Probing exciton/exciton interactions with entangled photons: theory
Eric R. Bittner, Hao Li, Andrei Piryatinski, Ajay Ram Srimath, Kandada, Carlos Silva

TL;DR
This paper presents a theoretical model demonstrating how entangled photon scattering from a molecular dimer can reveal exciton interactions, providing a new method to probe many-body correlations in materials.
Contribution
It introduces a diagrammatic scattering theory linking photon entanglement properties to exciton interactions in molecular systems.
Findings
Photon entanglement can be generated via coupled qubit interactions.
The von Neumann entropy of outgoing photons correlates with exciton exchange and repulsion.
The model suggests experimental setups for probing many-body correlations.
Abstract
Quantum entangled photons provide a sensitive probe of many-body interactions and offer an unique experimental portal for quantifying many-body correlations in a material system. In this paper, we present a theoretical demonstration of how photon-photon entanglement can be generated via interactions between coupled qubits. Here we develop a model for the scattering of an entangled pair of photons from a molecular dimer. We develop a diagrammatic theory for the scattering matrix and show that one can correlate the von Neumann entropy of the outgoing bi-photon wave function to exciton exchange and repulsion interactions. We conclude by discussing possible experimental scenarios for realizing these ideas.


§ **YOUR ASSIGNMENT**
Copy everything in the records exactly; the pictures stay out.
BEGIN DATASET CONTENT
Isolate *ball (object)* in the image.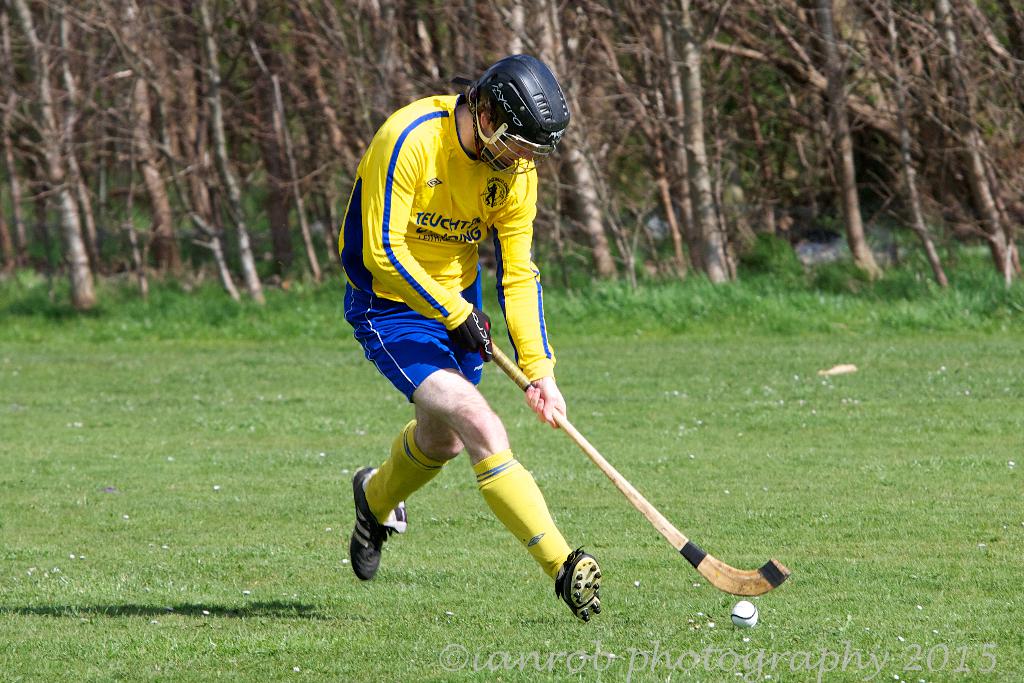
Isolated region: region(732, 598, 761, 621).
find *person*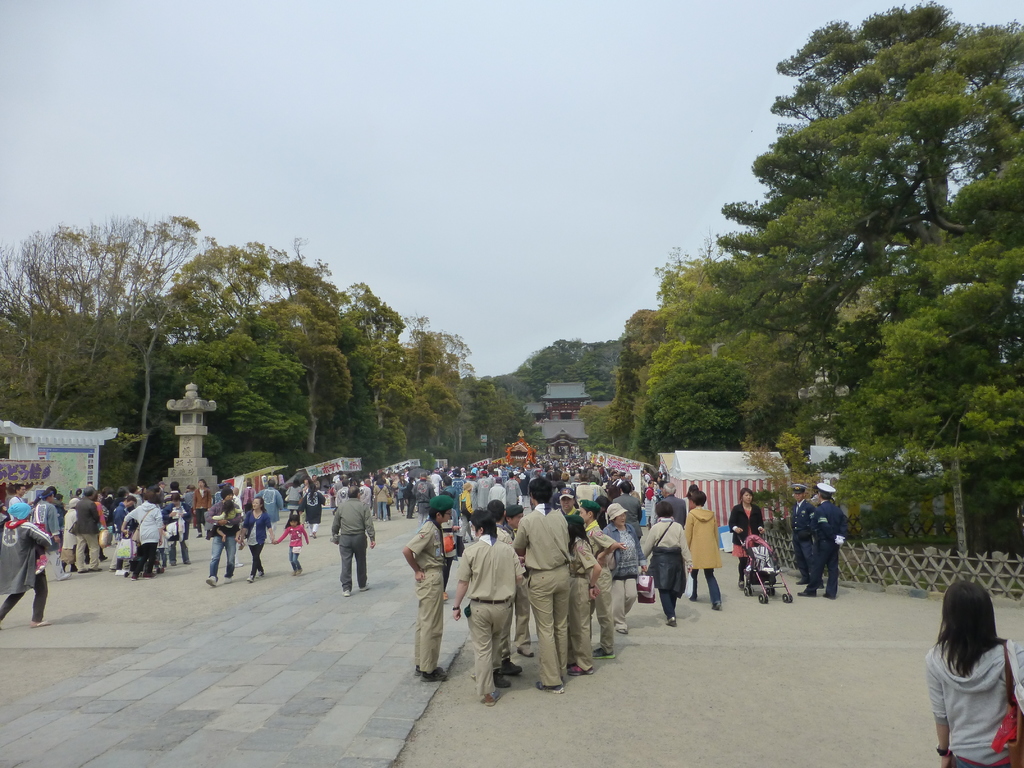
0/504/55/634
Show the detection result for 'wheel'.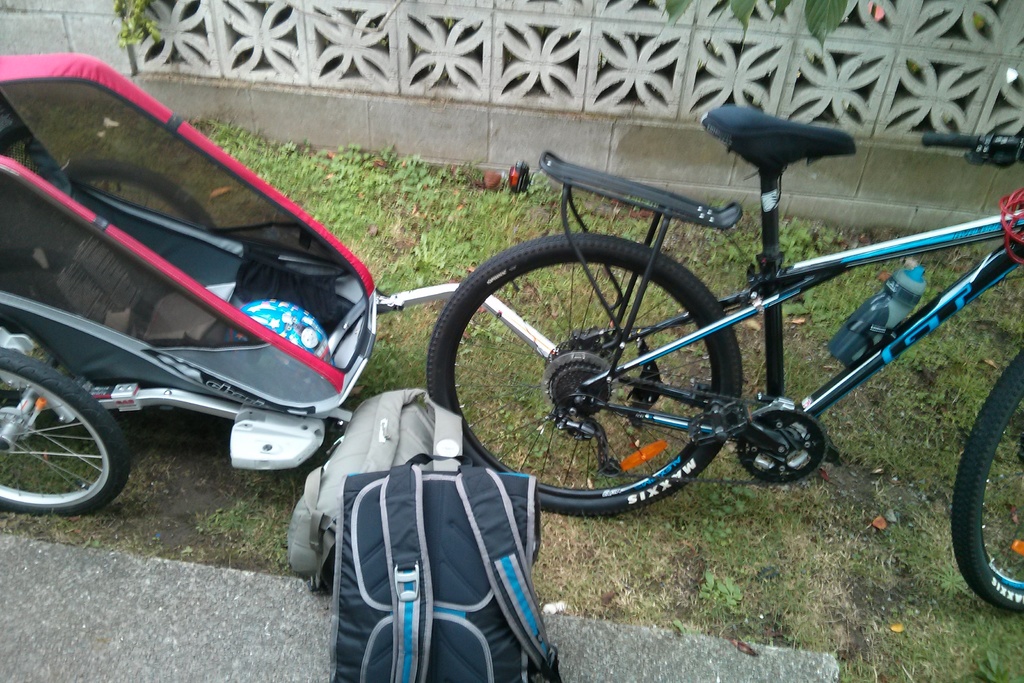
<region>0, 374, 136, 532</region>.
END DATASET CONTENT
§ **PROBLEM SOLUTION**
Isolate *ball (object)* in the image.
Isolated region: region(732, 598, 761, 621).
find *person*
0/504/55/634
Show the detection result for 'wheel'.
<region>0, 374, 136, 532</region>.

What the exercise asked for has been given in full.